▶ **WHAT NEEDS TO BE DONE**
Copy all records exactly; omit pictures.

╭──

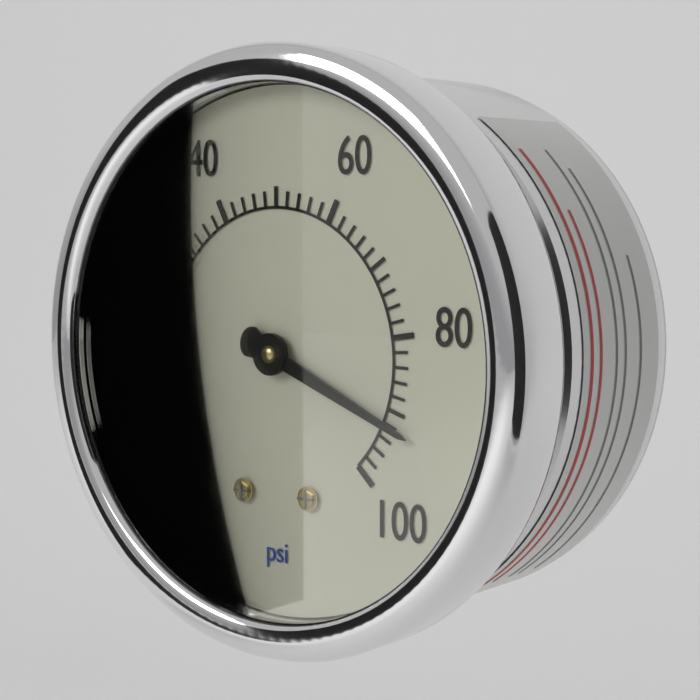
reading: 92 psi
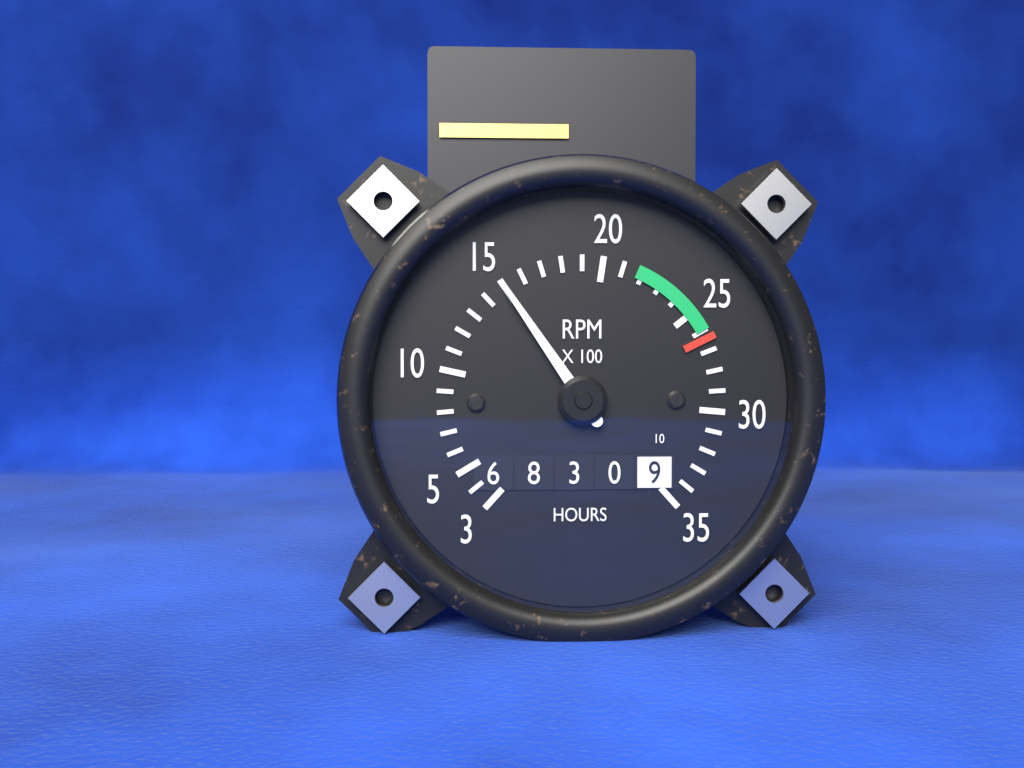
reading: 1500 RPM
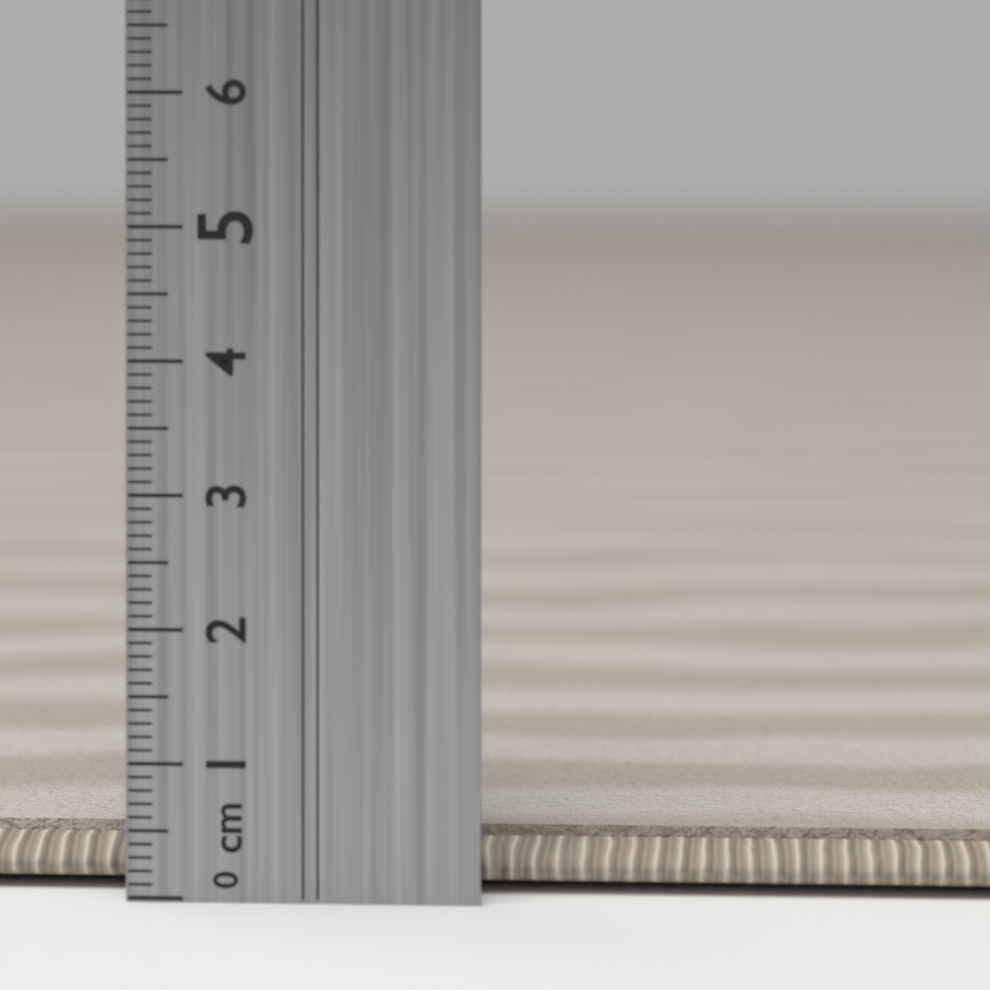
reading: 0.4 cm
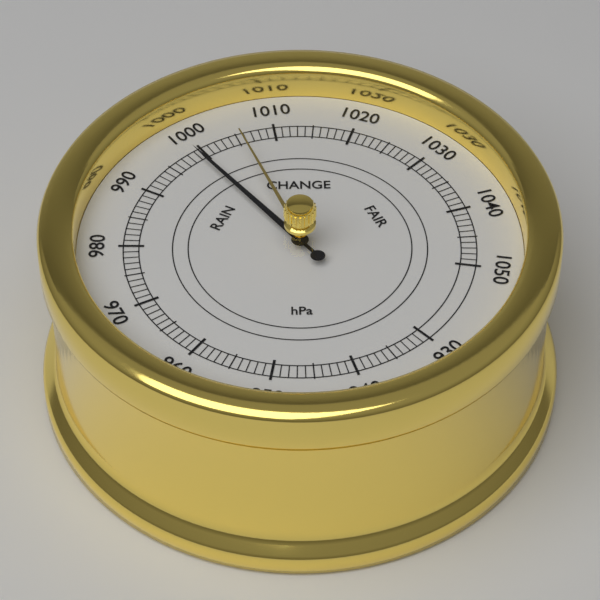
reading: 999 hPa
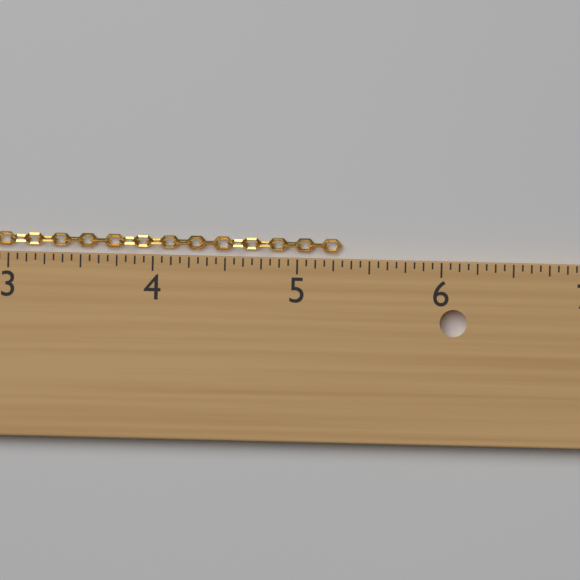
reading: 5.3125 in
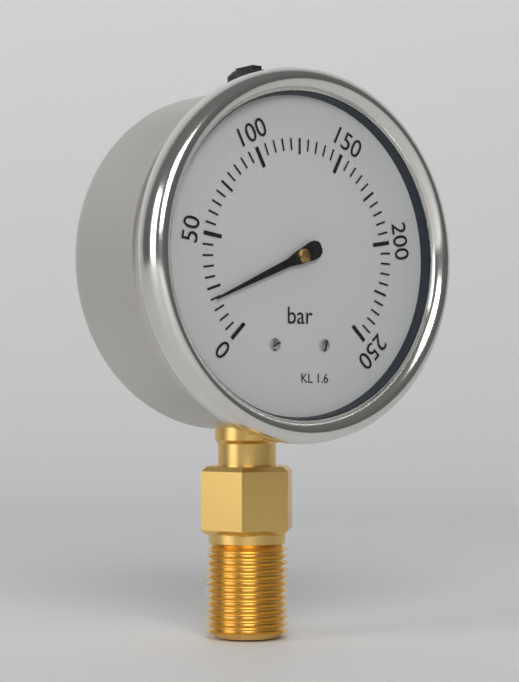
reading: 20 bar
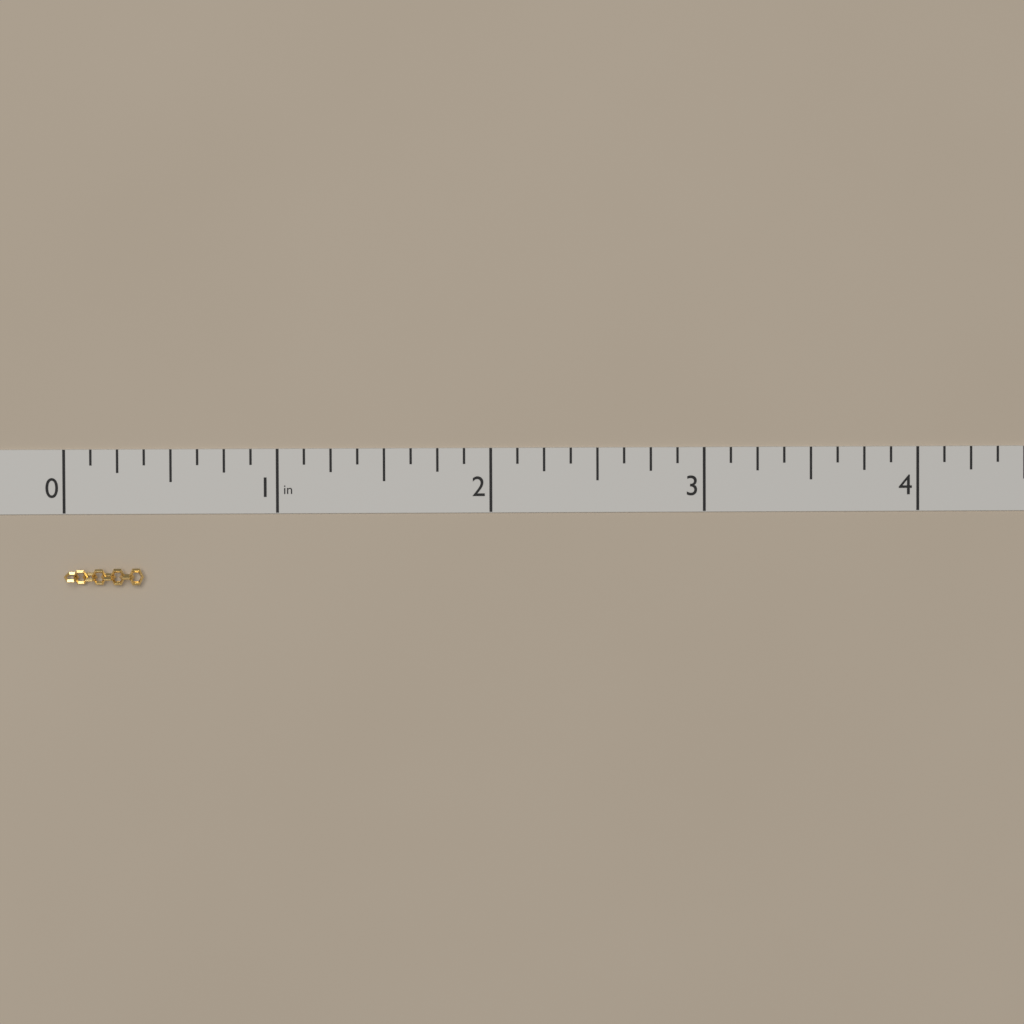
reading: 0.375 in
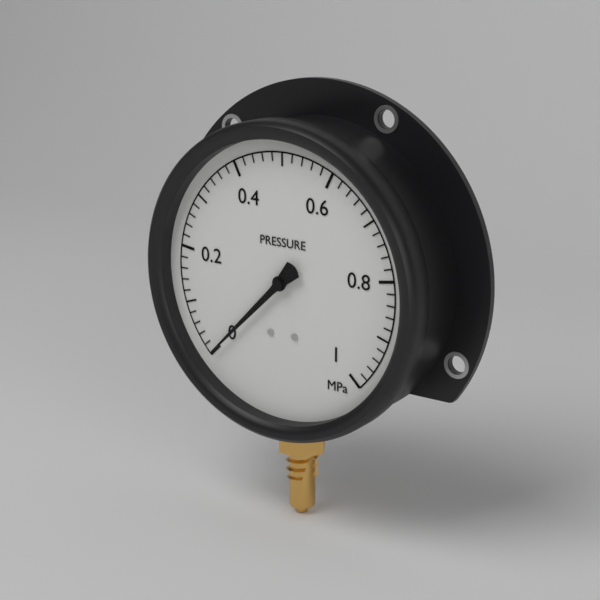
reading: 0.00 MPa
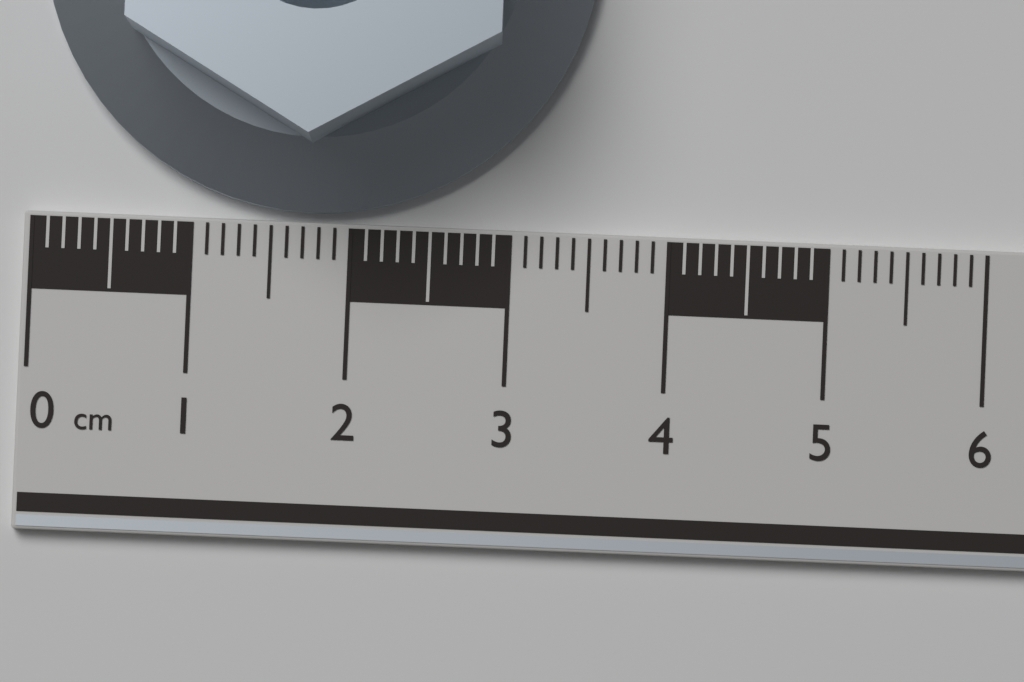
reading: 3.5 cm
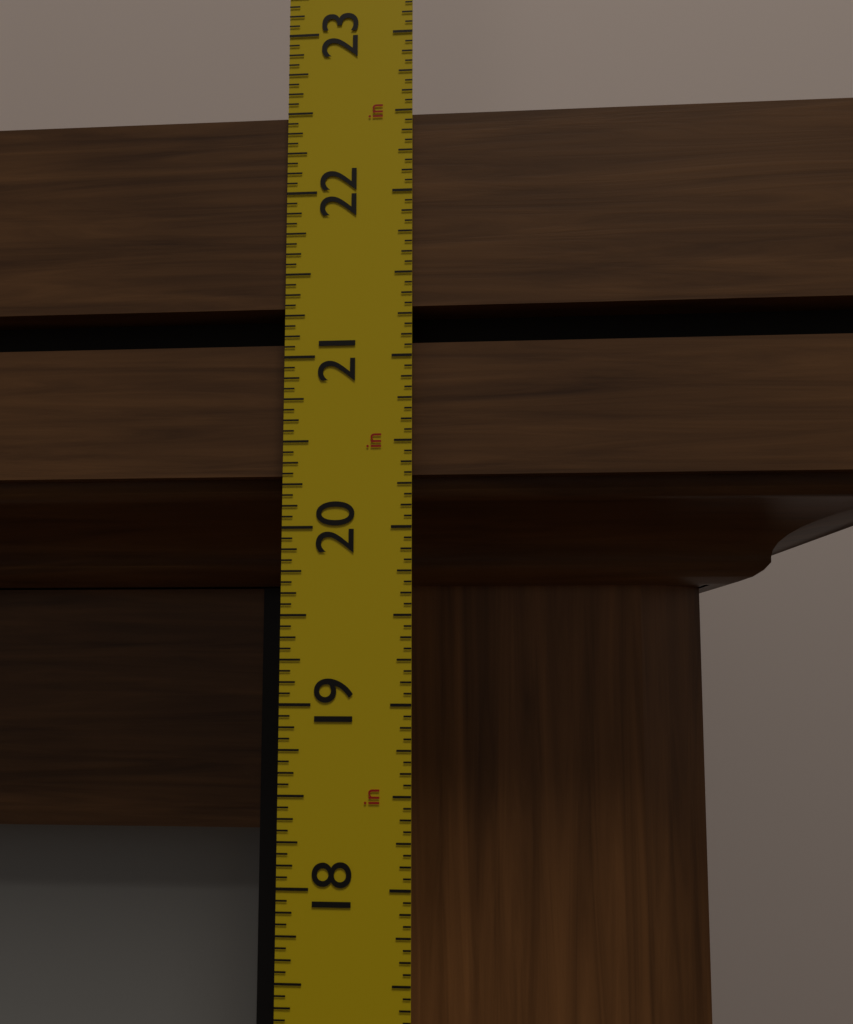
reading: 22.5000 in
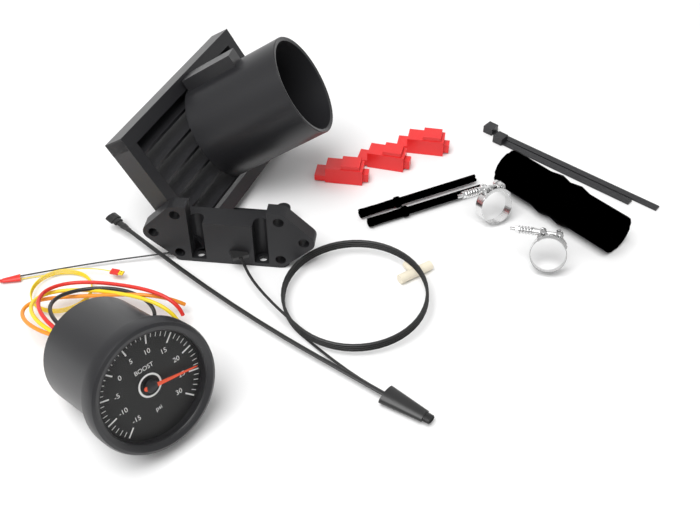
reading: 24 psi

╰──

▶ **SOLUTION FOR THIS TASK**
reading: 92 psi
reading: 1500 RPM
reading: 0.4 cm
reading: 999 hPa
reading: 5.3125 in
reading: 20 bar
reading: 0.375 in
reading: 0.00 MPa
reading: 3.5 cm
reading: 22.5000 in
reading: 24 psi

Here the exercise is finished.